Deficiency: Having too little, you're likely to feel underaroused, unmotivated, or sleepy, and will be susceptible to
headaches.
Excess: Cocaine speeds up the release of both, especially noradrenaline. In fact, it makes the body releases its
noradrenaline so fast that the individual will "crash" and feel unpleasantly underaroused after the high is over -essentially, it produces a quick episode of manic depression. Caffeine speeds up the release of both, especially
adrenaline. This is why too much coffee can make you jittery. Some individuals with anxiety disorders have too
much adrenaline. Even if they do not, they should avoid caffeine intake to keep from compounding their anxious
symptoms.
SUBSTANCE P lets us feel pain.
Deficiency: If you don't feel pain, you might fail to protect yourself from injury, or you might neglect treatment of
injuries you incur.
Excess: With too much substance P, you could feel pain too intensely.
The ENDORPHINS (short for "endogenous morphines") are a group of neuropeptides (chains of amino acids
which act as neurotransmitters) that inhibit certain synaptic transmissions, particularly those involving pain. As
mentioned above, drugs like morphine mimic the actions of the endorphins. The body releases endorphins when
you laugh, when you're sexually excited, and when you experience many other kinds of pleasurable sensations.
The body also releases endorphins to make you feel better when the body undergoes pain or stress, as in the
"runner's high" people might achieve after running for a prolonged period.
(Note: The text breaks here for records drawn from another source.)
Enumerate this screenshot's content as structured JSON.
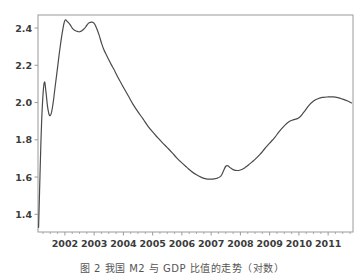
{
  "figure": {
    "caption": "图 2 我国 M2 与 GDP 比值的走势（对数）",
    "background_color": "#ffffff",
    "line_color": "#4a4a4a",
    "axis_color": "#9a9a9a"
  },
  "chart_data": {
    "type": "line",
    "title": "",
    "subtitle": "",
    "xlabel": "",
    "ylabel": "",
    "grid": false,
    "legend": null,
    "xlim": [
      2001.08,
      2011.85
    ],
    "ylim": [
      1.305,
      2.47
    ],
    "xticks": [
      2002,
      2003,
      2004,
      2005,
      2006,
      2007,
      2008,
      2009,
      2010,
      2011
    ],
    "xtick_labels": [
      "2002",
      "2003",
      "2004",
      "2005",
      "2006",
      "2007",
      "2008",
      "2009",
      "2010",
      "2011"
    ],
    "yticks": [
      1.4,
      1.6,
      1.8,
      2.0,
      2.2,
      2.4
    ],
    "ytick_labels": [
      "1.4",
      "1.6",
      "1.8",
      "2.0",
      "2.2",
      "2.4"
    ],
    "minor_xtick_interval": 0.25,
    "series": [
      {
        "name": "series-1",
        "color": "#4a4a4a",
        "linewidth": 1.2,
        "x": [
          2001.1,
          2001.15,
          2001.2,
          2001.25,
          2001.3,
          2001.35,
          2001.42,
          2001.5,
          2001.58,
          2001.67,
          2001.75,
          2001.83,
          2001.92,
          2002.0,
          2002.08,
          2002.17,
          2002.25,
          2002.33,
          2002.42,
          2002.5,
          2002.58,
          2002.67,
          2002.75,
          2002.83,
          2002.92,
          2003.0,
          2003.08,
          2003.17,
          2003.25,
          2003.33,
          2003.42,
          2003.5,
          2003.58,
          2003.67,
          2003.75,
          2003.83,
          2003.92,
          2004.0,
          2004.17,
          2004.33,
          2004.5,
          2004.67,
          2004.83,
          2005.0,
          2005.17,
          2005.33,
          2005.5,
          2005.67,
          2005.83,
          2006.0,
          2006.17,
          2006.33,
          2006.5,
          2006.67,
          2006.83,
          2007.0,
          2007.17,
          2007.33,
          2007.42,
          2007.5,
          2007.58,
          2007.67,
          2007.83,
          2008.0,
          2008.17,
          2008.33,
          2008.5,
          2008.67,
          2008.83,
          2009.0,
          2009.17,
          2009.33,
          2009.5,
          2009.67,
          2009.83,
          2010.0,
          2010.17,
          2010.33,
          2010.5,
          2010.67,
          2010.83,
          2011.0,
          2011.17,
          2011.33,
          2011.5,
          2011.67,
          2011.8
        ],
        "y": [
          1.33,
          1.62,
          1.88,
          2.04,
          2.11,
          2.06,
          1.965,
          1.93,
          1.98,
          2.09,
          2.19,
          2.29,
          2.385,
          2.44,
          2.435,
          2.42,
          2.4,
          2.388,
          2.382,
          2.38,
          2.385,
          2.398,
          2.415,
          2.428,
          2.432,
          2.425,
          2.4,
          2.362,
          2.32,
          2.285,
          2.255,
          2.23,
          2.205,
          2.18,
          2.155,
          2.13,
          2.105,
          2.082,
          2.035,
          1.99,
          1.95,
          1.912,
          1.875,
          1.842,
          1.812,
          1.785,
          1.758,
          1.73,
          1.702,
          1.676,
          1.652,
          1.63,
          1.612,
          1.598,
          1.59,
          1.589,
          1.592,
          1.605,
          1.632,
          1.658,
          1.66,
          1.648,
          1.636,
          1.638,
          1.652,
          1.672,
          1.695,
          1.722,
          1.752,
          1.782,
          1.812,
          1.845,
          1.875,
          1.898,
          1.908,
          1.918,
          1.948,
          1.982,
          2.008,
          2.022,
          2.028,
          2.03,
          2.03,
          2.026,
          2.018,
          2.008,
          1.998
        ]
      }
    ]
  }
}
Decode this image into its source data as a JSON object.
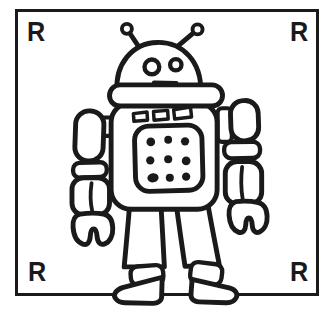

Deficiency: Without enough endorphins, you will have trouble resisting pain. You are also likely to suffer immune
system problems and be more susceptible to illness. Plus, you might not have as good a sense of humor.
Excess: With too much, you will feel no pain -- "pleasantly numb," so to speak. Frequent release of endorphins
could get you hooked on the endorphin-releasing activities. Some people will exercise excessively, doing more
damage than good to themselves, because the endorphins feel good and make them less aware of the stress to
their bodies. People with trichotillomania (compulsive hair pulling) and sexual masochism (habitually yearning for
pain to achieve sexual gratification) may be addicted to the endorphin release produced by these painful activities.
ENKEPHALINS are a subgroup of the endorphins.